Midwest Energy News published an article today highlighting the political challenges facing small-scale renewable energy projects in Wisconsin.


Innovative Farm Energy Projects Clash with Wisconsin Policy

Published by Midwest Energy News on 05/22/2014 by Kari Lydersen

The farming region of central Wisconsin presents a bucolic image, home to rolling fields, numerous dairies and a family-owned chicken processing plant that started in 1925 with two brothers delivering eggs and livestock.

These operations also produce a lot of waste, including countless tons of manure and the detritus from processing poultry.

Now Chester Dairy and Brakebush Brothers are teaming up through a Milwaukee-based company to turn that unsightly waste into renewable heat and power.

Clean Energy North America is building a biodigester on New Chester’s land, which will extract methane from the dairy’s manure and from the waste of nearby food processors including Brakebush. The biogas will be sent via an underground pipeline to Brakebush’s plant about 16 miles away. There it will be burned to generate up to 7 MW of electricity, supplying more than 80 percent of Brakebush’s load. And the waste heat from the generation will be used for Brakebush’s hot water.

That means Brakebush– a national company that distributes chickens to schools, restaurants and the military — will drastically reduce its need for natural gas for heating and electricity from the grid that would likely come from coal-fired power plants. And the manure and other waste will be turned into an efficient fertilizer, reducing the problems posed by bacteria and run-off when manure is applied directly to fields.

This project, called New Chester Clean Energy, is an example of the creative renewable energy and combined heat and power operations that could help farms across the Midwest save on energy costs and reduce their environmental impact and carbon footprint.

But such projects depend on a favorable climate from local utilities and state regulators and legislators.

Wisconsin is not considered politically hospitable to distributed renewable energy projects like this, as outlined in a report last year by the Wisconsin Energy Institute. Clean Energy North America vice president Murray Sim, an expert who has worked at utilities in the Midwest and abroad, said the company will likely not do another such project in the state anytime soon.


→ What the exercise asks
The expected result is an exact restatement of the data, free of pictures.

→ Extracted information
Segment Open
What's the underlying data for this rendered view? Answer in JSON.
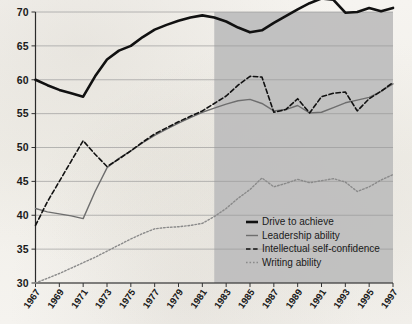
{
  "chart_data": {
    "type": "line",
    "title": "",
    "subtitle": "",
    "xlabel": "",
    "ylabel": "",
    "xlim": [
      1967,
      1997
    ],
    "ylim": [
      30,
      70
    ],
    "yticks": [
      30,
      35,
      40,
      45,
      50,
      55,
      60,
      65,
      70
    ],
    "grid": true,
    "legend_position": "inside-bottom-right",
    "shaded_region": {
      "from": 1982,
      "to": 1997,
      "color": "#bdbdbd",
      "label": ""
    },
    "x": [
      1967,
      1968,
      1969,
      1970,
      1971,
      1972,
      1973,
      1974,
      1975,
      1976,
      1977,
      1978,
      1979,
      1980,
      1981,
      1982,
      1983,
      1984,
      1985,
      1986,
      1987,
      1988,
      1989,
      1990,
      1991,
      1992,
      1993,
      1994,
      1995,
      1996,
      1997
    ],
    "xtick_labels": [
      "1967",
      "1969",
      "1971",
      "1973",
      "1975",
      "1977",
      "1979",
      "1981",
      "1983",
      "1985",
      "1987",
      "1989",
      "1991",
      "1993",
      "1995",
      "1997"
    ],
    "series": [
      {
        "name": "Drive to achieve",
        "style": "solid-thick",
        "color": "#111111",
        "values": [
          60.0,
          59.2,
          58.5,
          58.0,
          57.5,
          60.5,
          63.0,
          64.3,
          65.0,
          66.3,
          67.4,
          68.1,
          68.7,
          69.2,
          69.5,
          69.2,
          68.6,
          67.7,
          67.0,
          67.3,
          68.4,
          69.4,
          70.4,
          71.3,
          72.0,
          71.8,
          69.9,
          70.0,
          70.6,
          70.1,
          70.6
        ]
      },
      {
        "name": "Leadership ability",
        "style": "solid-thin",
        "color": "#6e6e6e",
        "values": [
          41.0,
          40.5,
          40.2,
          39.9,
          39.5,
          43.5,
          47.0,
          48.4,
          49.5,
          50.7,
          51.8,
          52.7,
          53.6,
          54.4,
          55.2,
          55.8,
          56.4,
          56.9,
          57.1,
          56.5,
          55.4,
          55.6,
          56.2,
          55.1,
          55.2,
          55.9,
          56.6,
          57.0,
          57.4,
          58.3,
          59.4
        ]
      },
      {
        "name": "Intellectual self-confidence",
        "style": "dashed",
        "color": "#111111",
        "values": [
          38.5,
          42.0,
          45.0,
          48.0,
          51.0,
          49.0,
          47.2,
          48.3,
          49.5,
          50.8,
          52.0,
          52.9,
          53.8,
          54.6,
          55.4,
          56.5,
          57.6,
          59.2,
          60.5,
          60.4,
          55.2,
          55.6,
          57.2,
          55.1,
          57.5,
          58.0,
          58.2,
          55.4,
          57.2,
          58.3,
          59.6
        ]
      },
      {
        "name": "Writing ability",
        "style": "dotted",
        "color": "#8a8a8a",
        "values": [
          30.0,
          30.7,
          31.4,
          32.2,
          33.0,
          33.8,
          34.7,
          35.6,
          36.5,
          37.3,
          38.0,
          38.2,
          38.3,
          38.5,
          38.8,
          39.8,
          41.0,
          42.5,
          43.8,
          45.5,
          44.2,
          44.7,
          45.3,
          44.8,
          45.1,
          45.4,
          44.9,
          43.5,
          44.2,
          45.2,
          46.0
        ]
      }
    ]
  },
  "legend": {
    "items": [
      {
        "label": "Drive to achieve"
      },
      {
        "label": "Leadership ability"
      },
      {
        "label": "Intellectual self-confidence"
      },
      {
        "label": "Writing ability"
      }
    ]
  }
}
Segment Closed
→ Exercise output
What's the underlying data for this rendered view? Answer in JSON.
{
  "chart_data": {
    "type": "line",
    "title": "",
    "subtitle": "",
    "xlabel": "",
    "ylabel": "",
    "xlim": [
      1967,
      1997
    ],
    "ylim": [
      30,
      70
    ],
    "yticks": [
      30,
      35,
      40,
      45,
      50,
      55,
      60,
      65,
      70
    ],
    "grid": true,
    "legend_position": "inside-bottom-right",
    "shaded_region": {
      "from": 1982,
      "to": 1997,
      "color": "#bdbdbd",
      "label": ""
    },
    "x": [
      1967,
      1968,
      1969,
      1970,
      1971,
      1972,
      1973,
      1974,
      1975,
      1976,
      1977,
      1978,
      1979,
      1980,
      1981,
      1982,
      1983,
      1984,
      1985,
      1986,
      1987,
      1988,
      1989,
      1990,
      1991,
      1992,
      1993,
      1994,
      1995,
      1996,
      1997
    ],
    "xtick_labels": [
      "1967",
      "1969",
      "1971",
      "1973",
      "1975",
      "1977",
      "1979",
      "1981",
      "1983",
      "1985",
      "1987",
      "1989",
      "1991",
      "1993",
      "1995",
      "1997"
    ],
    "series": [
      {
        "name": "Drive to achieve",
        "style": "solid-thick",
        "color": "#111111",
        "values": [
          60.0,
          59.2,
          58.5,
          58.0,
          57.5,
          60.5,
          63.0,
          64.3,
          65.0,
          66.3,
          67.4,
          68.1,
          68.7,
          69.2,
          69.5,
          69.2,
          68.6,
          67.7,
          67.0,
          67.3,
          68.4,
          69.4,
          70.4,
          71.3,
          72.0,
          71.8,
          69.9,
          70.0,
          70.6,
          70.1,
          70.6
        ]
      },
      {
        "name": "Leadership ability",
        "style": "solid-thin",
        "color": "#6e6e6e",
        "values": [
          41.0,
          40.5,
          40.2,
          39.9,
          39.5,
          43.5,
          47.0,
          48.4,
          49.5,
          50.7,
          51.8,
          52.7,
          53.6,
          54.4,
          55.2,
          55.8,
          56.4,
          56.9,
          57.1,
          56.5,
          55.4,
          55.6,
          56.2,
          55.1,
          55.2,
          55.9,
          56.6,
          57.0,
          57.4,
          58.3,
          59.4
        ]
      },
      {
        "name": "Intellectual self-confidence",
        "style": "dashed",
        "color": "#111111",
        "values": [
          38.5,
          42.0,
          45.0,
          48.0,
          51.0,
          49.0,
          47.2,
          48.3,
          49.5,
          50.8,
          52.0,
          52.9,
          53.8,
          54.6,
          55.4,
          56.5,
          57.6,
          59.2,
          60.5,
          60.4,
          55.2,
          55.6,
          57.2,
          55.1,
          57.5,
          58.0,
          58.2,
          55.4,
          57.2,
          58.3,
          59.6
        ]
      },
      {
        "name": "Writing ability",
        "style": "dotted",
        "color": "#8a8a8a",
        "values": [
          30.0,
          30.7,
          31.4,
          32.2,
          33.0,
          33.8,
          34.7,
          35.6,
          36.5,
          37.3,
          38.0,
          38.2,
          38.3,
          38.5,
          38.8,
          39.8,
          41.0,
          42.5,
          43.8,
          45.5,
          44.2,
          44.7,
          45.3,
          44.8,
          45.1,
          45.4,
          44.9,
          43.5,
          44.2,
          45.2,
          46.0
        ]
      }
    ]
  },
  "legend": {
    "items": [
      {
        "label": "Drive to achieve"
      },
      {
        "label": "Leadership ability"
      },
      {
        "label": "Intellectual self-confidence"
      },
      {
        "label": "Writing ability"
      }
    ]
  }
}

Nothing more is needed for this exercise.